## Data provided:

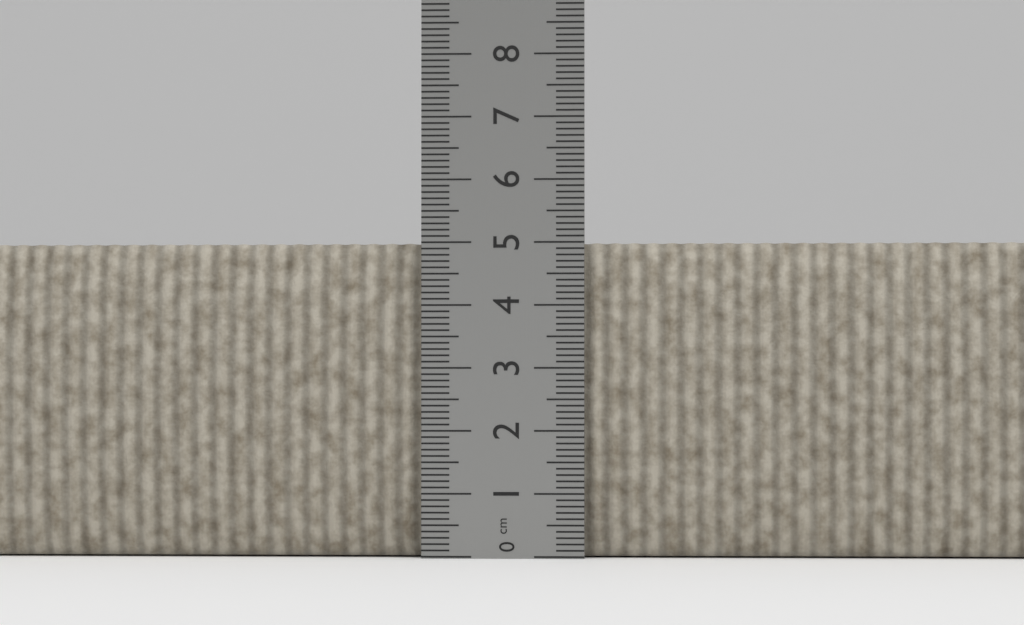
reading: 5.0 cm
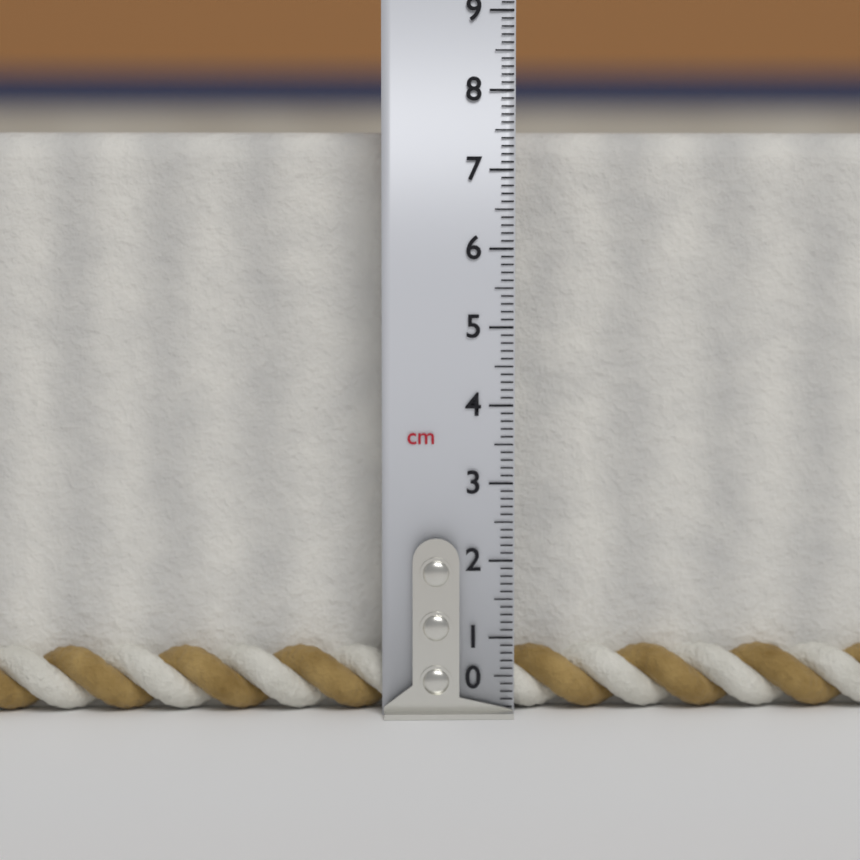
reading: 7.5 cm
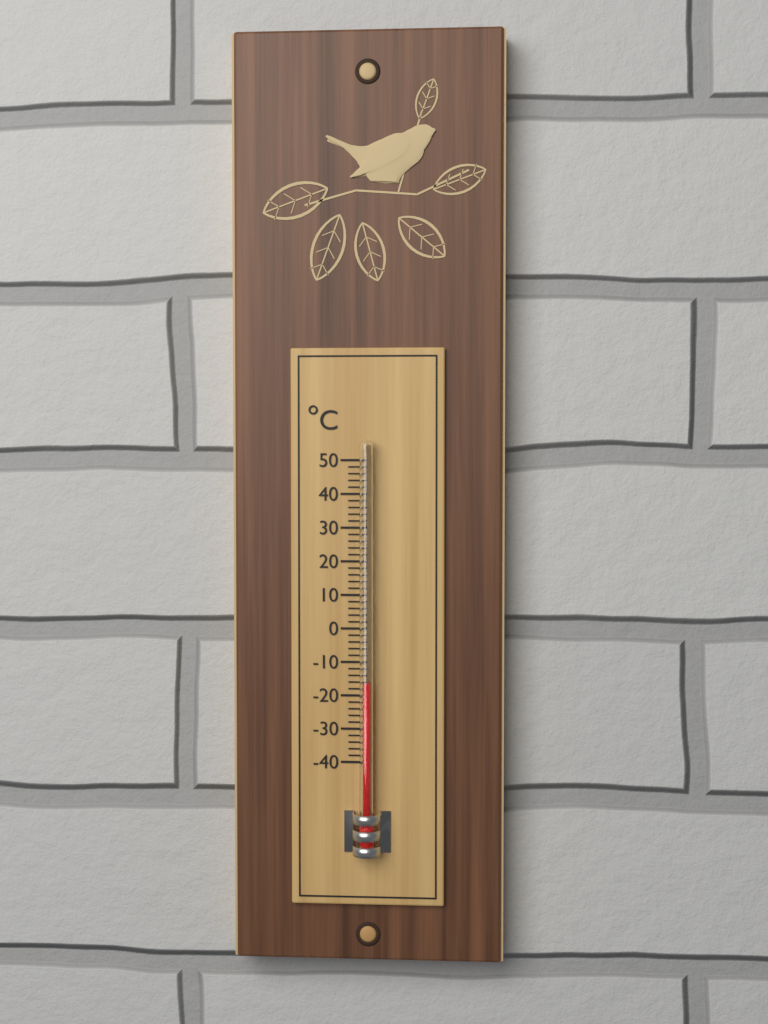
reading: -16 °C
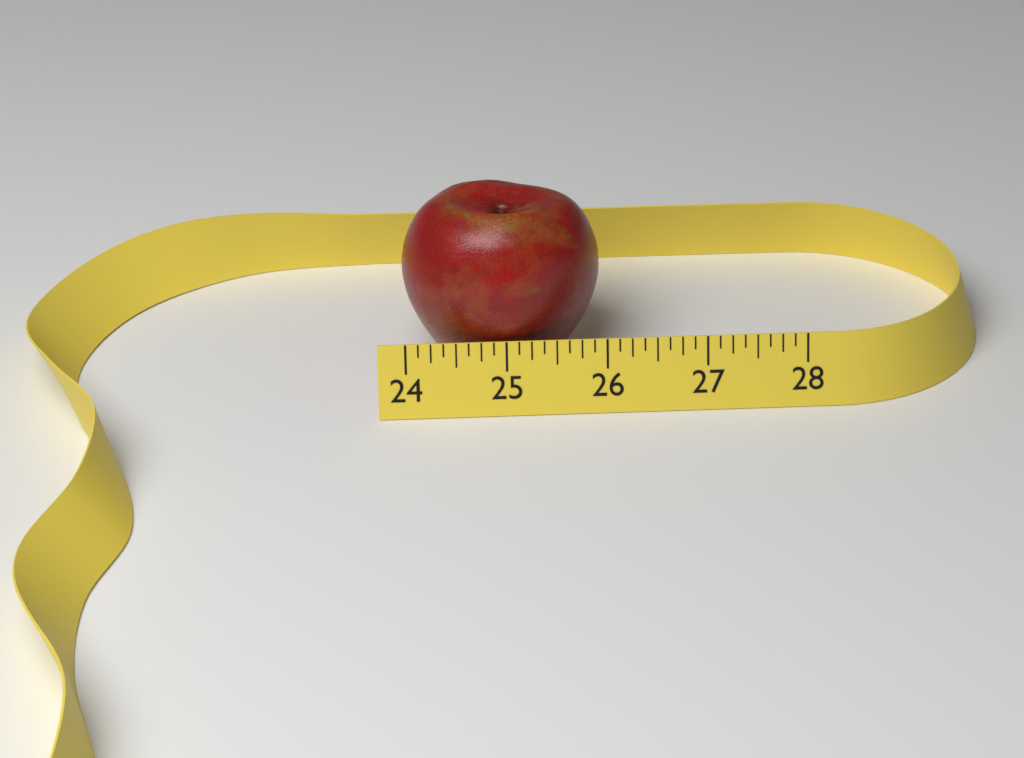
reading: 26.000 (no unit)
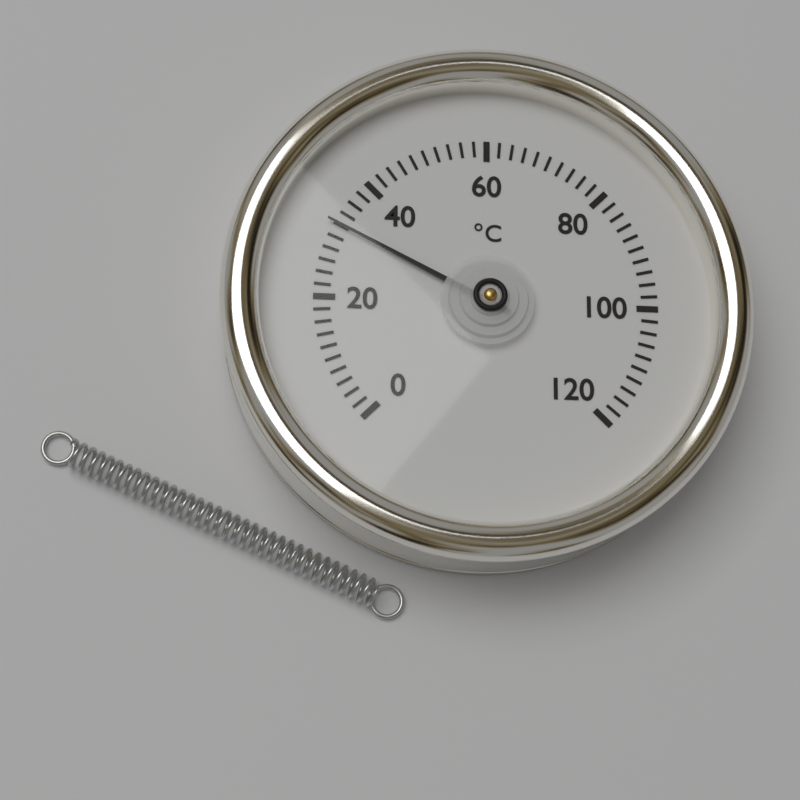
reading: 32 °C
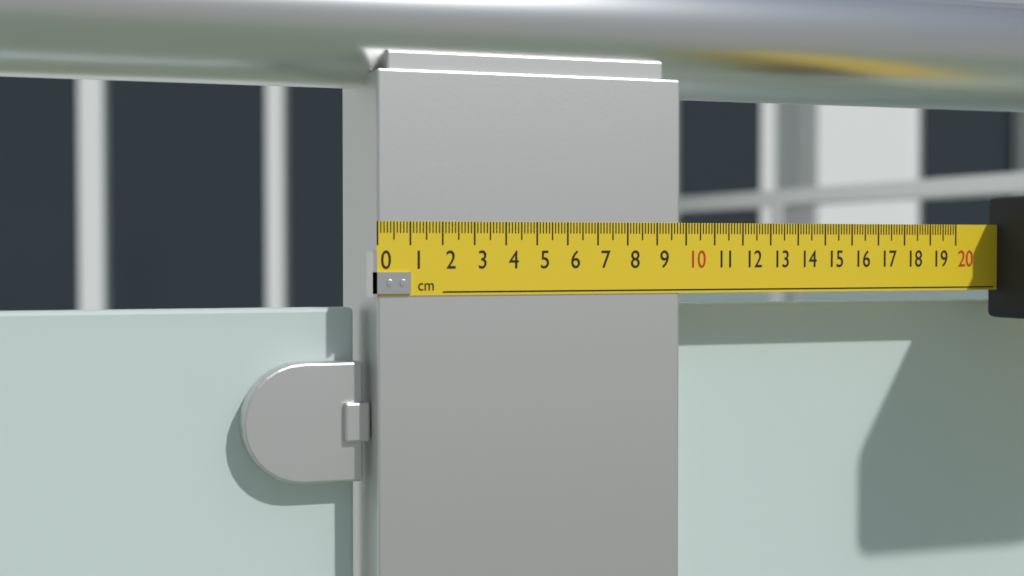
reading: 9.8 cm
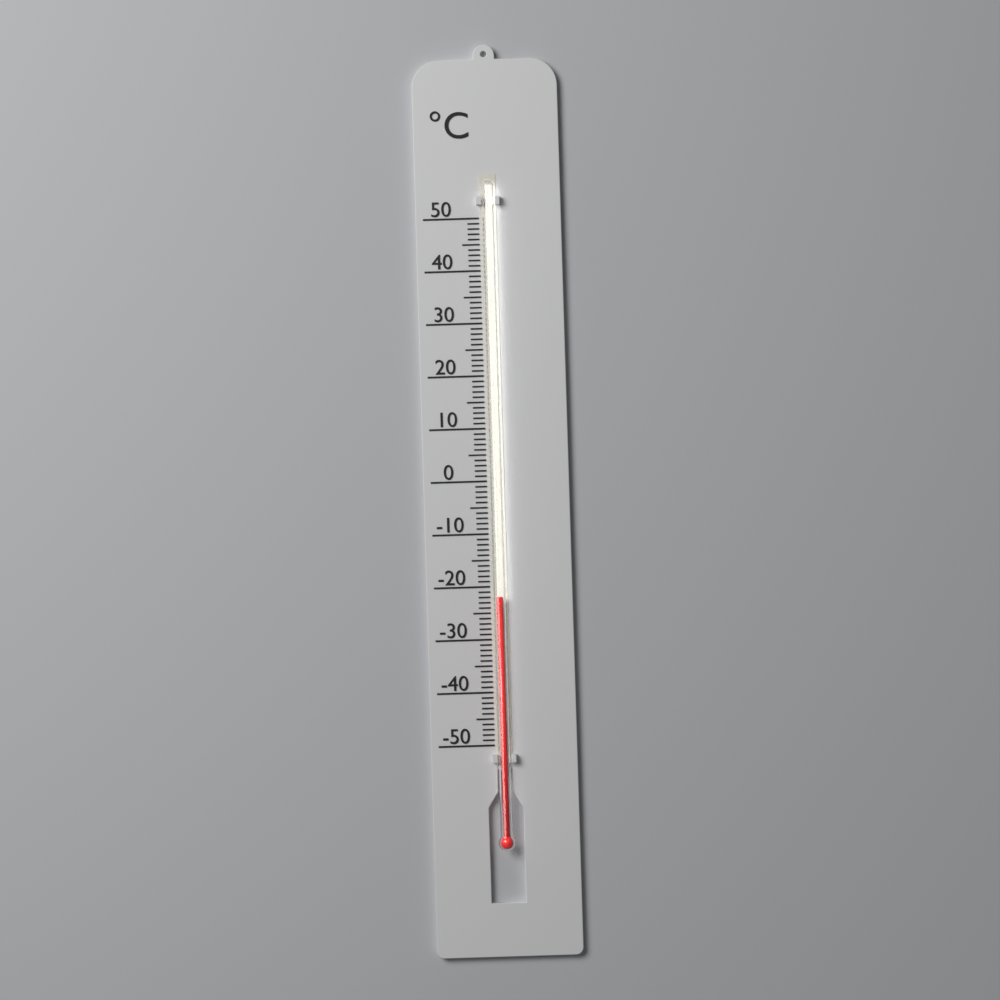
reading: -22 °C
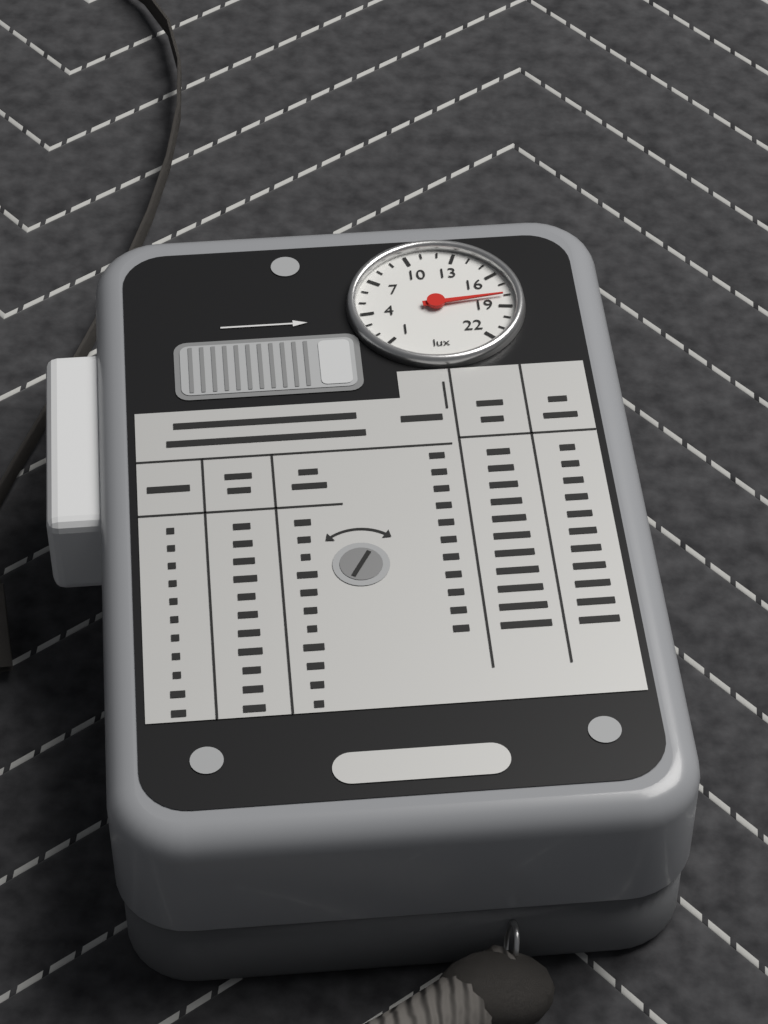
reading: 18 lux
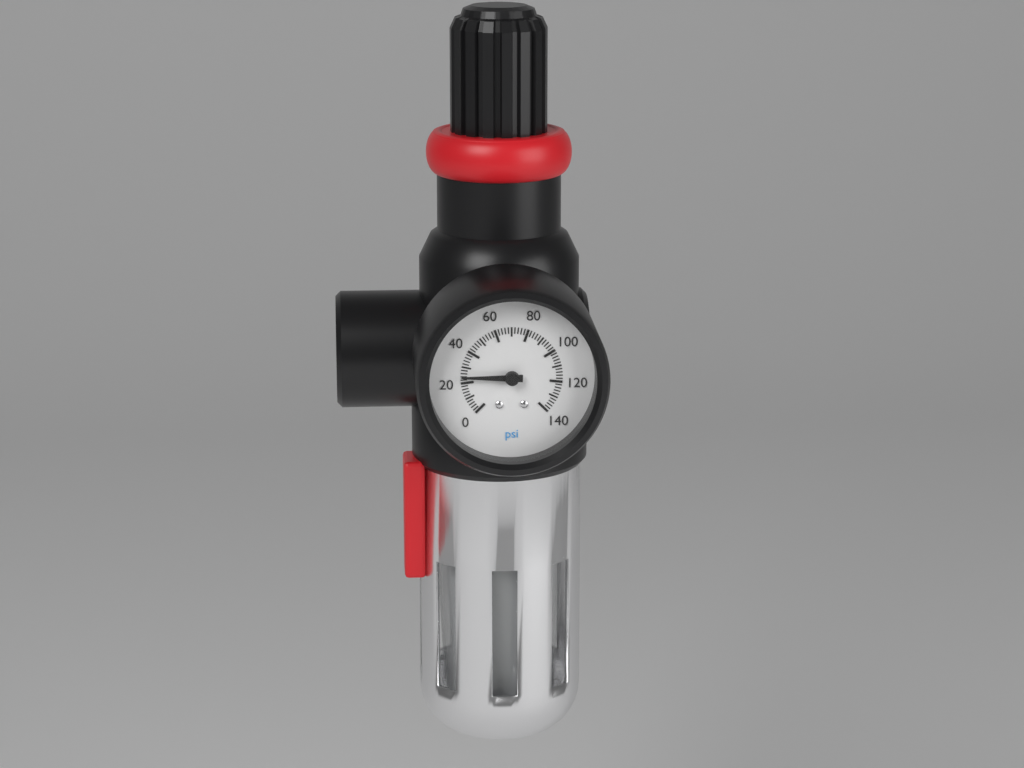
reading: 24 psi
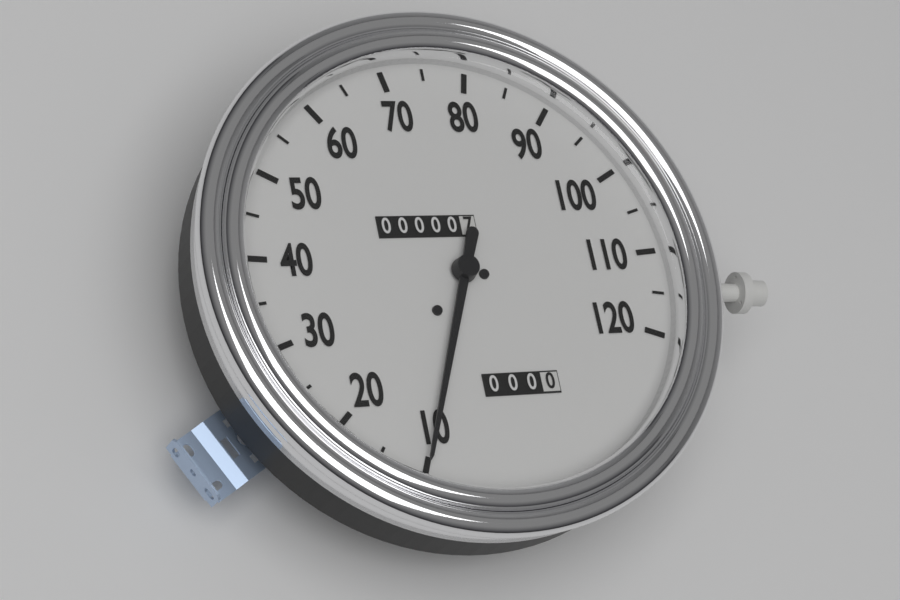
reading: 10 (no unit)
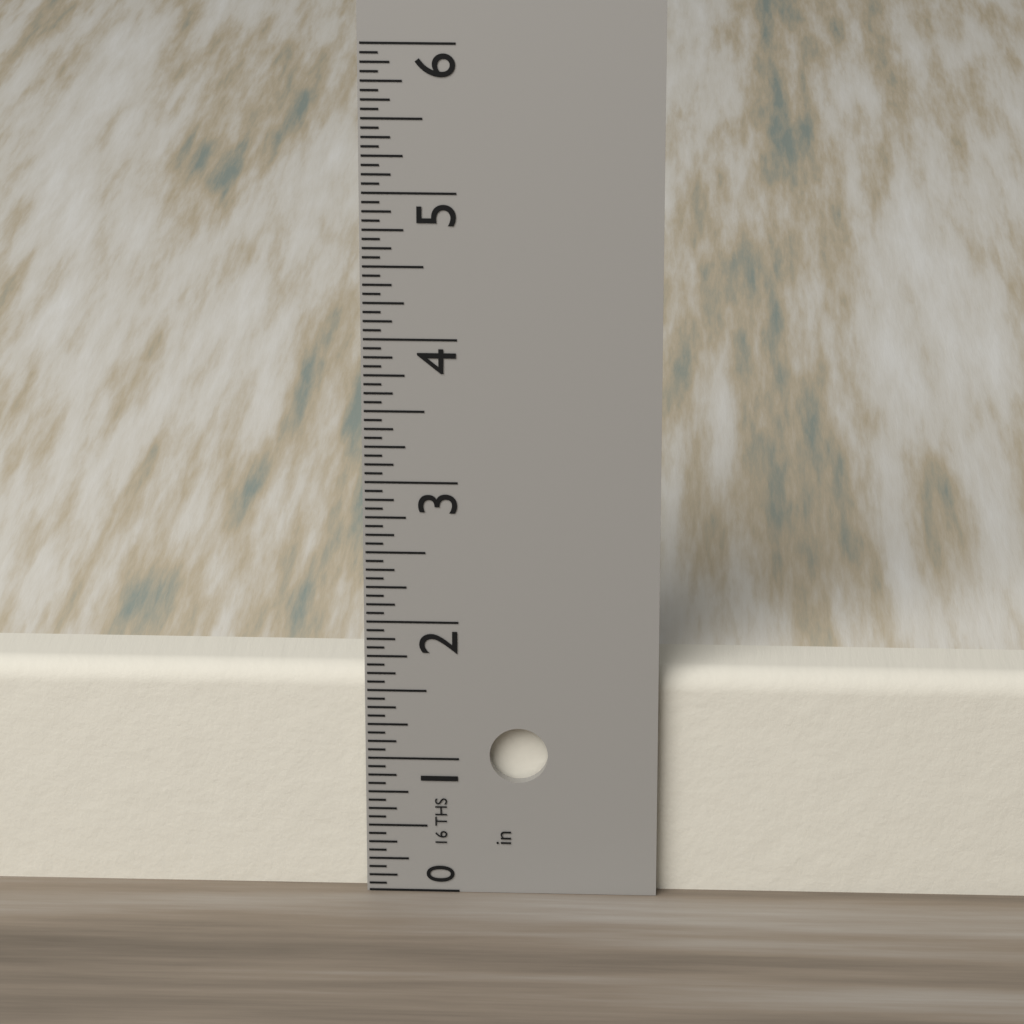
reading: 1.6250 in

## Work request:
The reply should hold every entry above, given again exactly, but not a single picture.

## Solution to the exercise:
reading: 5.0 cm
reading: 7.5 cm
reading: -16 °C
reading: 26.000 (no unit)
reading: 32 °C
reading: 9.8 cm
reading: -22 °C
reading: 18 lux
reading: 24 psi
reading: 10 (no unit)
reading: 1.6250 in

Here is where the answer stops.